When she turned to face me, her expression had filled with a gentle sadness. “Now, you’re asking to remember not just who you were, but you’re becoming.”
She continued to guide me down the path to the next chamber. This one was smaller, round, and all stone. An olive tree stood in the center, its roots coiling like veins into the floor, The branches were full and filled with—tokens?
Locks of hair.
Tatter scraps of fabric.
A burned quill.
A broken ring.
A child’s ribbon, once green.
I reached for one, acting on pure impulse, but Melinoe caught my wrist. “Not yet. These are echoes. Lives you lived. Choices you made. Regrets you buried. You can’t hold them—not until you reclaim the name that bore them.”
Of course, I couldn’t. I almost muttered an imprecation, a frustration. But Melinoe didn’t deserve my irritations.
“How do I do that?”
She glanced down at the base of the tree. Beneath the roots, just barely visible, a single name had been carved into the stone.

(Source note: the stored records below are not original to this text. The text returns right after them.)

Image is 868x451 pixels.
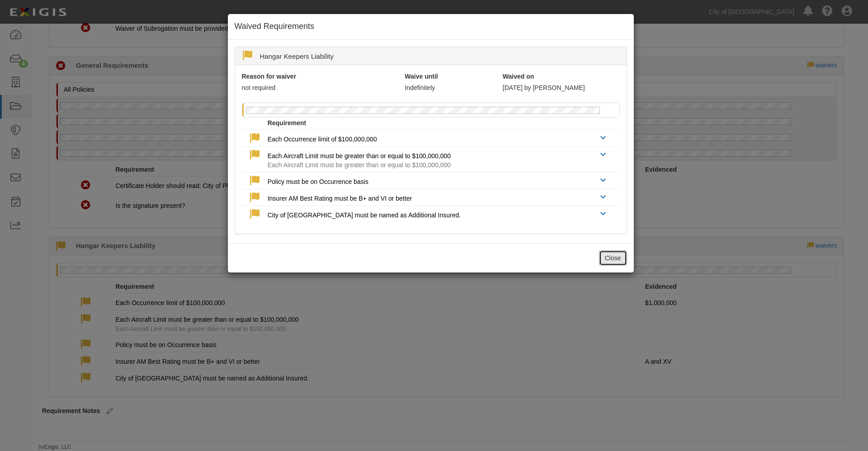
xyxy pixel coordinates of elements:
[267,161,451,169] span: Each Aircraft Limit must be greater than or equal to $100,000,000
[260,52,334,61] div: Hangar Keepers Liability
[235,21,627,33] h4: Waived Requirements
[404,72,438,81] label: Waive until
[267,178,368,185] span: Policy must be on Occurrence basis
[503,72,535,81] label: Waived on
[242,84,392,92] div: not required
[404,84,490,92] div: Indefinitely
[267,211,461,219] span: City of [GEOGRAPHIC_DATA] must be named as Additional Insured.
[599,251,627,266] button: Close
[242,72,297,81] label: Reason for waiver
[503,84,620,92] div: [DATE] by [PERSON_NAME]
[267,152,451,160] span: Each Aircraft Limit must be greater than or equal to $100,000,000
[267,119,307,127] strong: Requirement
[267,195,412,202] span: Insurer AM Best Rating must be B+ and VI or better
[267,135,377,143] span: Each Occurrence limit of $100,000,000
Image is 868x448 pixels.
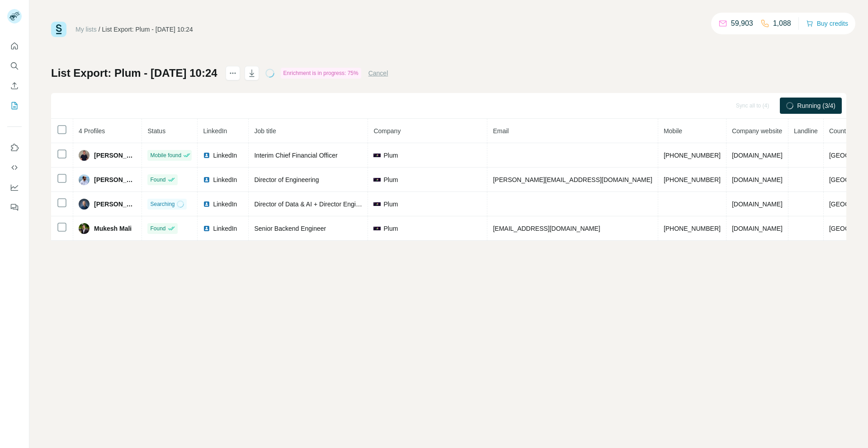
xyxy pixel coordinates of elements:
[79,174,89,185] img: Avatar
[383,175,398,184] span: Plum
[150,200,174,208] span: Searching
[806,17,848,30] button: Buy credits
[254,200,412,208] span: Director of Data & AI + Director Engineering (User Pillar)
[213,175,237,184] span: LinkedIn
[254,128,275,134] span: Job title
[732,225,782,232] span: [DOMAIN_NAME]
[374,153,381,157] img: company-logo
[664,151,721,159] span: [PHONE_NUMBER]
[7,160,21,176] button: Use Surfe API
[7,38,21,54] button: Quick start
[664,176,721,183] span: [PHONE_NUMBER]
[281,68,361,79] div: Enrichment is in progress: 75%
[203,200,210,208] img: LinkedIn logo
[79,150,89,161] img: Avatar
[94,151,136,160] span: [PERSON_NAME]
[51,66,218,80] h1: List Export: Plum - [DATE] 10:24
[203,128,227,134] span: LinkedIn
[94,175,136,184] span: [PERSON_NAME]
[374,128,401,134] span: Company
[7,199,21,216] button: Feedback
[732,200,782,208] span: [DOMAIN_NAME]
[213,200,237,209] span: LinkedIn
[383,200,398,209] span: Plum
[7,179,21,195] button: Dashboard
[374,227,381,231] img: company-logo
[254,151,337,159] span: Interim Chief Financial Officer
[203,176,210,183] img: LinkedIn logo
[732,128,782,134] span: Company website
[147,128,165,134] span: Status
[829,128,851,134] span: Country
[374,178,381,182] img: company-logo
[99,25,101,34] li: /
[75,26,97,33] a: My lists
[492,225,600,232] span: [EMAIL_ADDRESS][DOMAIN_NAME]
[79,199,89,209] img: Avatar
[94,200,136,209] span: [PERSON_NAME]
[7,139,21,156] button: Use Surfe on LinkedIn
[664,128,682,134] span: Mobile
[797,101,835,110] span: Running (3/4)
[150,224,165,232] span: Found
[213,224,237,233] span: LinkedIn
[383,151,398,160] span: Plum
[203,225,210,232] img: LinkedIn logo
[732,151,782,159] span: [DOMAIN_NAME]
[794,128,818,134] span: Landline
[773,18,791,29] p: 1,088
[79,128,105,134] span: 4 Profiles
[150,151,181,160] span: Mobile found
[213,151,237,160] span: LinkedIn
[51,21,67,37] img: Surfe Logo
[102,25,193,34] div: List Export: Plum - [DATE] 10:24
[374,202,381,206] img: company-logo
[7,97,21,114] button: My lists
[203,151,210,159] img: LinkedIn logo
[7,78,21,94] button: Enrich CSV
[150,176,165,184] span: Found
[226,66,240,80] button: actions
[7,58,21,74] button: Search
[492,128,509,134] span: Email
[254,225,326,232] span: Senior Backend Engineer
[369,68,388,78] button: Cancel
[383,224,398,233] span: Plum
[732,176,782,183] span: [DOMAIN_NAME]
[664,225,721,232] span: [PHONE_NUMBER]
[94,224,131,233] span: Mukesh Mali
[731,18,753,29] p: 59,903
[492,176,652,183] span: [PERSON_NAME][EMAIL_ADDRESS][DOMAIN_NAME]
[254,176,319,183] span: Director of Engineering
[79,223,89,234] img: Avatar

Not English or Greek, but I knew it. Felt it behind my teeth and in the hollow of my ribs.
Kneeling slowly, I reached out. As my fingertips brushed the name, everything shifted again. The roots stirred, the tokens swayed, and the lights dimmed, only to return as sound . It was a soft hum, a lullaby almost and sung in a voice I had loved once. Maybe as a child or maybe as a mother.
Maybe both. My eyes stung.
“Don’t cry,” I whispered to myself, to the roots, to the name. The tears came anyway. Melinoe knelt beside me, placing her palm over mine and anchoring us both to the carved letters.
“Say it.” The command resonated.
I opened my mouth to protest that I didn’t know how, but it came out. The name tasted like rain on clay, harvest smoke, sunlight, and sea salt. It tasted like truth.
When I said it out loud, the tree answered, the tokens rustled, and the roots lifted enough to reveal what had been hidden beneath them.
A silver key. Small. Unadorned.
Even as I reached for it, my hand trembled. I expected it to burn when I closed my fingers around it, but it only pulsed, once, twice, and then stilled again.
“What does it open?”
Melinoe didn’t answer until I lifted my gaze to hers. She smiled truly for the first time. “The next door.”
I glanced back at Graven. His eyes were focused on me, wide, dark, and soft.
He didn’t ask me for what I saw, nor did he try to take the key. All he said was, “I’m still with you.”
“I know.” That truth was embedded so deeply within me, it seemed to be forming the new bedrock of who I was. I treasured it. I tucked the key into a pocket that formed in the sheer robe as though summoned by my need.
Maybe it had.
The dog wagged his tail. We were all ready to move again.